Analyzing Your Datasets

Overview

Part of the advantages to using Structify as your data infrastructure is the automatic powering of advanced analytics on top of your custom datasets. In our pipeline, Structify is developing the ability to power the following:

  1. Creating Custom Tags for Data

  2. Sorting Data along Any Axis

  3. Getting Confidence Scores

Tagging

We will allow you to tag data either via LLM generated tags or custom tags. This lets you to easily filter your data based on the tags you have created.

A common practice is to sort datasets by industry. For example, if you are hiring a GTM specialist, you would want them to have deep knowledge and contacts within your vertical, so tagging your network by industry would allow you to easily filter for the right candidates.

industry_tags = ['healthcare', 'retail', 'finance', 'technology', 'education', 'government', 'non-profit', 'other']
structify.analysis.filter(
    dataset=candidates,
    tags=industry_tags,
    tag_description="a list of possible industries that the candidate has experience in"
)

Sorting

We allow for you to sort your data along any axis (subjective or objective). For example, you can sort news about clients along the sentiment to see how sentiment has changed over time, or you could cluster based on topic and sentiment to determine why audiences are reacting the way they are.

structify.analysis.sort(
    dataset=news,
    axis=['sentiment', 'topic'],
    sort_description="sorts the news by sentiment in order of positive association with our client George Washington University"
)

Confidence Scores

We allow for you to get confidence scores for any given datapoint. This is useful for understanding the quality of the data, and for understanding how strongly our agents feel about the certainty of a given datapoint.

If we wanted to get the confidence score for a datapoint, we would call the following:

structify.sources.confidence_score(id = [123456])

Note that you first have to use the structufy.datasets.view endpoint to retrieve the id(s) of the relevant entities.

Now, you have the tools to be able to more deeply understand your datasets and derive insights from them.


WORK TASK
Once the pictures are set aside, print the records that follow exactly as written.

AVAILABLE RECORDS
+===+
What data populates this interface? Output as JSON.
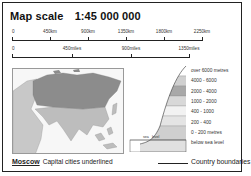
{
  "title": {
    "label": "Map scale",
    "ratio": "1:45 000 000"
  },
  "km_scale": {
    "ticks": [
      {
        "label": "0",
        "pos": 0
      },
      {
        "label": "450km",
        "pos": 38
      },
      {
        "label": "900km",
        "pos": 76
      },
      {
        "label": "1350km",
        "pos": 114
      },
      {
        "label": "1800km",
        "pos": 152
      },
      {
        "label": "2250km",
        "pos": 190
      }
    ]
  },
  "miles_scale": {
    "ticks": [
      {
        "label": "0",
        "pos": 0
      },
      {
        "label": "450miles",
        "pos": 60
      },
      {
        "label": "900miles",
        "pos": 119
      },
      {
        "label": "1350miles",
        "pos": 177
      }
    ]
  },
  "elevation_legend": {
    "bands": [
      {
        "label": "over 6000 metres",
        "color": "#ffffff"
      },
      {
        "label": "4000 - 6000",
        "color": "#d0d0d0"
      },
      {
        "label": "2000 - 4000",
        "color": "#a8a8a8"
      },
      {
        "label": "1000 - 2000",
        "color": "#d8d8d8"
      },
      {
        "label": "400 - 1000",
        "color": "#f2f2f2"
      },
      {
        "label": "200 - 400",
        "color": "#e4e4e4"
      },
      {
        "label": "0 - 200 metres",
        "color": "#cfcfcf"
      },
      {
        "label": "below sea level",
        "color": "#e0e0e0"
      }
    ],
    "sea_label": "sea",
    "level_label": "level"
  },
  "footer": {
    "capital_example": "Moscow",
    "capital_text": "Capital cities underlined",
    "boundary_text": "Country boundaries"
  },
  "colors": {
    "russia": "#8c8c8c",
    "asia": "#bdbdbd",
    "land_other": "#c8c8c8",
    "sea": "#f7f7f7"
  }
}
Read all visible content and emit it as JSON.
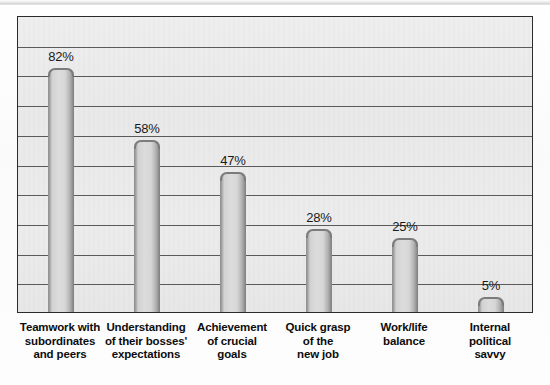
{
  "chart_data": {
    "type": "bar",
    "title": "",
    "subtitle": "",
    "xlabel": "",
    "ylabel": "",
    "ylim": [
      0,
      100
    ],
    "grid": true,
    "gridline_count": 9,
    "gridline_step": 10,
    "legend": "none",
    "value_suffix": "%",
    "categories": [
      "Teamwork with subordinates and peers",
      "Understanding of their bosses' expectations",
      "Achievement of crucial goals",
      "Quick grasp of the new job",
      "Work/life balance",
      "Internal political savvy"
    ],
    "category_lines": [
      [
        "Teamwork with",
        "subordinates",
        "and peers"
      ],
      [
        "Understanding",
        "of their bosses'",
        "expectations"
      ],
      [
        "Achievement",
        "of crucial",
        "goals"
      ],
      [
        "Quick grasp",
        "of the",
        "new job"
      ],
      [
        "Work/life",
        "balance"
      ],
      [
        "Internal",
        "political",
        "savvy"
      ]
    ],
    "values": [
      82,
      58,
      47,
      28,
      25,
      5
    ],
    "value_labels": [
      "82%",
      "58%",
      "47%",
      "28%",
      "25%",
      "5%"
    ],
    "colors": {
      "plot_background": "#ebebeb",
      "plot_border": "#2b2b2b",
      "gridline": "#3a3a3a",
      "bar_fill_light": "#dcdcdc",
      "bar_fill_dark": "#8a8a8a",
      "bar_edge": "#7b7b7b",
      "label_text": "#0d0d0d",
      "value_text": "#1a1a1a",
      "page_background": "#fdfdfd"
    }
  }
}
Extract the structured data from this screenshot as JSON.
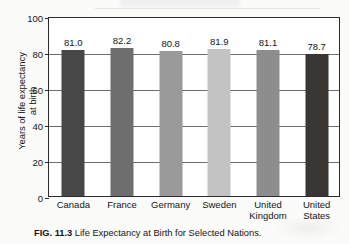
{
  "chart_data": {
    "type": "bar",
    "title": "",
    "xlabel": "",
    "ylabel": "Years of life expectancy\nat birth",
    "ylim": [
      0,
      100
    ],
    "yticks": [
      0,
      20,
      40,
      60,
      80,
      100
    ],
    "ytick_labels": [
      "0",
      "20",
      "40",
      "60",
      "80",
      "100"
    ],
    "grid": true,
    "legend": "none",
    "categories": [
      "Canada",
      "France",
      "Germany",
      "Sweden",
      "United\nKingdom",
      "United\nStates"
    ],
    "values": [
      81.0,
      82.2,
      80.8,
      81.9,
      81.1,
      78.7
    ],
    "value_labels": [
      "81.0",
      "82.2",
      "80.8",
      "81.9",
      "81.1",
      "78.7"
    ],
    "bar_colors": [
      "#474747",
      "#6e6e6e",
      "#9a9a9a",
      "#c3c3c3",
      "#8d8d8d",
      "#3a3634"
    ]
  },
  "caption": {
    "figure_number": "FIG. 11.3",
    "text": "Life Expectancy at Birth for Selected Nations."
  }
}
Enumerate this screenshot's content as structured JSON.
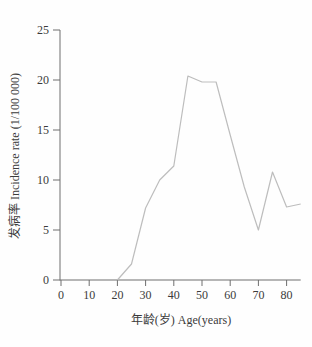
{
  "figure": {
    "background": "#fefefe"
  },
  "chart_data": {
    "type": "line",
    "title": "",
    "xlabel": "年龄(岁) Age(years)",
    "ylabel": "发病率 Incidence rate (1/100 000)",
    "x": [
      20,
      25,
      30,
      35,
      40,
      45,
      50,
      55,
      60,
      65,
      70,
      75,
      80,
      85
    ],
    "y": [
      0,
      1.6,
      7.2,
      10.0,
      11.4,
      20.4,
      19.8,
      19.8,
      14.5,
      9.3,
      5.0,
      10.8,
      7.3,
      7.6
    ],
    "xticks": [
      0,
      10,
      20,
      30,
      40,
      50,
      60,
      70,
      80
    ],
    "yticks": [
      0,
      5,
      10,
      15,
      20,
      25
    ],
    "xlim": [
      0,
      85
    ],
    "ylim": [
      0,
      25
    ],
    "grid": false,
    "legend_position": "none",
    "line_color": "#bdbdbd",
    "axis_color": "#6e6e6e",
    "tick_label_color": "#3b3b3b"
  }
}
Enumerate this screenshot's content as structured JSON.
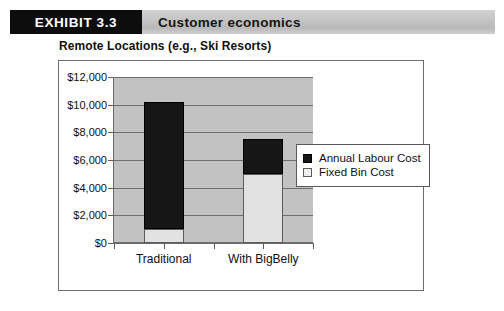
{
  "exhibit": {
    "tag": "EXHIBIT 3.3",
    "title": "Customer economics"
  },
  "subtitle": "Remote Locations (e.g., Ski Resorts)",
  "chart_data": {
    "type": "bar",
    "stacked": true,
    "title": "Remote Locations (e.g., Ski Resorts)",
    "xlabel": "",
    "ylabel": "",
    "categories": [
      "Traditional",
      "With BigBelly"
    ],
    "series": [
      {
        "name": "Fixed Bin Cost",
        "values": [
          1000,
          5000
        ],
        "color": "#e2e2e2"
      },
      {
        "name": "Annual Labour Cost",
        "values": [
          9200,
          2500
        ],
        "color": "#161616"
      }
    ],
    "totals": [
      10200,
      7500
    ],
    "ylim": [
      0,
      12000
    ],
    "ytick_values": [
      0,
      2000,
      4000,
      6000,
      8000,
      10000,
      12000
    ],
    "ytick_labels": [
      "$0",
      "$2,000",
      "$4,000",
      "$6,000",
      "$8,000",
      "$10,000",
      "$12,000"
    ],
    "grid": true,
    "legend_position": "right",
    "legend_entries": [
      {
        "label": "Annual Labour Cost",
        "swatch": "dark"
      },
      {
        "label": "Fixed Bin Cost",
        "swatch": "light"
      }
    ],
    "plot_background": "#c2c2c2"
  }
}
+===+
ANSWER FOR THE TASK
What data populates this interface? Output as JSON.
{
  "title": {
    "label": "Map scale",
    "ratio": "1:45 000 000"
  },
  "km_scale": {
    "ticks": [
      {
        "label": "0",
        "pos": 0
      },
      {
        "label": "450km",
        "pos": 38
      },
      {
        "label": "900km",
        "pos": 76
      },
      {
        "label": "1350km",
        "pos": 114
      },
      {
        "label": "1800km",
        "pos": 152
      },
      {
        "label": "2250km",
        "pos": 190
      }
    ]
  },
  "miles_scale": {
    "ticks": [
      {
        "label": "0",
        "pos": 0
      },
      {
        "label": "450miles",
        "pos": 60
      },
      {
        "label": "900miles",
        "pos": 119
      },
      {
        "label": "1350miles",
        "pos": 177
      }
    ]
  },
  "elevation_legend": {
    "bands": [
      {
        "label": "over 6000 metres",
        "color": "#ffffff"
      },
      {
        "label": "4000 - 6000",
        "color": "#d0d0d0"
      },
      {
        "label": "2000 - 4000",
        "color": "#a8a8a8"
      },
      {
        "label": "1000 - 2000",
        "color": "#d8d8d8"
      },
      {
        "label": "400 - 1000",
        "color": "#f2f2f2"
      },
      {
        "label": "200 - 400",
        "color": "#e4e4e4"
      },
      {
        "label": "0 - 200 metres",
        "color": "#cfcfcf"
      },
      {
        "label": "below sea level",
        "color": "#e0e0e0"
      }
    ],
    "sea_label": "sea",
    "level_label": "level"
  },
  "footer": {
    "capital_example": "Moscow",
    "capital_text": "Capital cities underlined",
    "boundary_text": "Country boundaries"
  },
  "colors": {
    "russia": "#8c8c8c",
    "asia": "#bdbdbd",
    "land_other": "#c8c8c8",
    "sea": "#f7f7f7"
  }
}
Read all visible content and emit it as JSON.
{
  "chart_data": {
    "type": "bar",
    "title": "",
    "subtitle": "",
    "xlabel": "",
    "ylabel": "",
    "ylim": [
      0,
      100
    ],
    "grid": true,
    "gridline_count": 9,
    "gridline_step": 10,
    "legend": "none",
    "value_suffix": "%",
    "categories": [
      "Teamwork with subordinates and peers",
      "Understanding of their bosses' expectations",
      "Achievement of crucial goals",
      "Quick grasp of the new job",
      "Work/life balance",
      "Internal political savvy"
    ],
    "category_lines": [
      [
        "Teamwork with",
        "subordinates",
        "and peers"
      ],
      [
        "Understanding",
        "of their bosses'",
        "expectations"
      ],
      [
        "Achievement",
        "of crucial",
        "goals"
      ],
      [
        "Quick grasp",
        "of the",
        "new job"
      ],
      [
        "Work/life",
        "balance"
      ],
      [
        "Internal",
        "political",
        "savvy"
      ]
    ],
    "values": [
      82,
      58,
      47,
      28,
      25,
      5
    ],
    "value_labels": [
      "82%",
      "58%",
      "47%",
      "28%",
      "25%",
      "5%"
    ],
    "colors": {
      "plot_background": "#ebebeb",
      "plot_border": "#2b2b2b",
      "gridline": "#3a3a3a",
      "bar_fill_light": "#dcdcdc",
      "bar_fill_dark": "#8a8a8a",
      "bar_edge": "#7b7b7b",
      "label_text": "#0d0d0d",
      "value_text": "#1a1a1a",
      "page_background": "#fdfdfd"
    }
  }
}
Extract the structured data from this screenshot as JSON.
{
  "chart_data": {
    "type": "bar",
    "title": "",
    "xlabel": "",
    "ylabel": "Years of life expectancy\nat birth",
    "ylim": [
      0,
      100
    ],
    "yticks": [
      0,
      20,
      40,
      60,
      80,
      100
    ],
    "ytick_labels": [
      "0",
      "20",
      "40",
      "60",
      "80",
      "100"
    ],
    "grid": true,
    "legend": "none",
    "categories": [
      "Canada",
      "France",
      "Germany",
      "Sweden",
      "United\nKingdom",
      "United\nStates"
    ],
    "values": [
      81.0,
      82.2,
      80.8,
      81.9,
      81.1,
      78.7
    ],
    "value_labels": [
      "81.0",
      "82.2",
      "80.8",
      "81.9",
      "81.1",
      "78.7"
    ],
    "bar_colors": [
      "#474747",
      "#6e6e6e",
      "#9a9a9a",
      "#c3c3c3",
      "#8d8d8d",
      "#3a3634"
    ]
  },
  "caption": {
    "figure_number": "FIG. 11.3",
    "text": "Life Expectancy at Birth for Selected Nations."
  }
}
Enumerate this screenshot's content as structured JSON.
{
  "figure": {
    "background": "#fefefe"
  },
  "chart_data": {
    "type": "line",
    "title": "",
    "xlabel": "年龄(岁) Age(years)",
    "ylabel": "发病率 Incidence rate (1/100 000)",
    "x": [
      20,
      25,
      30,
      35,
      40,
      45,
      50,
      55,
      60,
      65,
      70,
      75,
      80,
      85
    ],
    "y": [
      0,
      1.6,
      7.2,
      10.0,
      11.4,
      20.4,
      19.8,
      19.8,
      14.5,
      9.3,
      5.0,
      10.8,
      7.3,
      7.6
    ],
    "xticks": [
      0,
      10,
      20,
      30,
      40,
      50,
      60,
      70,
      80
    ],
    "yticks": [
      0,
      5,
      10,
      15,
      20,
      25
    ],
    "xlim": [
      0,
      85
    ],
    "ylim": [
      0,
      25
    ],
    "grid": false,
    "legend_position": "none",
    "line_color": "#bdbdbd",
    "axis_color": "#6e6e6e",
    "tick_label_color": "#3b3b3b"
  }
}
Enumerate this screenshot's content as structured JSON.
{
  "exhibit": {
    "tag": "EXHIBIT 3.3",
    "title": "Customer economics"
  },
  "subtitle": "Remote Locations (e.g., Ski Resorts)",
  "chart_data": {
    "type": "bar",
    "stacked": true,
    "title": "Remote Locations (e.g., Ski Resorts)",
    "xlabel": "",
    "ylabel": "",
    "categories": [
      "Traditional",
      "With BigBelly"
    ],
    "series": [
      {
        "name": "Fixed Bin Cost",
        "values": [
          1000,
          5000
        ],
        "color": "#e2e2e2"
      },
      {
        "name": "Annual Labour Cost",
        "values": [
          9200,
          2500
        ],
        "color": "#161616"
      }
    ],
    "totals": [
      10200,
      7500
    ],
    "ylim": [
      0,
      12000
    ],
    "ytick_values": [
      0,
      2000,
      4000,
      6000,
      8000,
      10000,
      12000
    ],
    "ytick_labels": [
      "$0",
      "$2,000",
      "$4,000",
      "$6,000",
      "$8,000",
      "$10,000",
      "$12,000"
    ],
    "grid": true,
    "legend_position": "right",
    "legend_entries": [
      {
        "label": "Annual Labour Cost",
        "swatch": "dark"
      },
      {
        "label": "Fixed Bin Cost",
        "swatch": "light"
      }
    ],
    "plot_background": "#c2c2c2"
  }
}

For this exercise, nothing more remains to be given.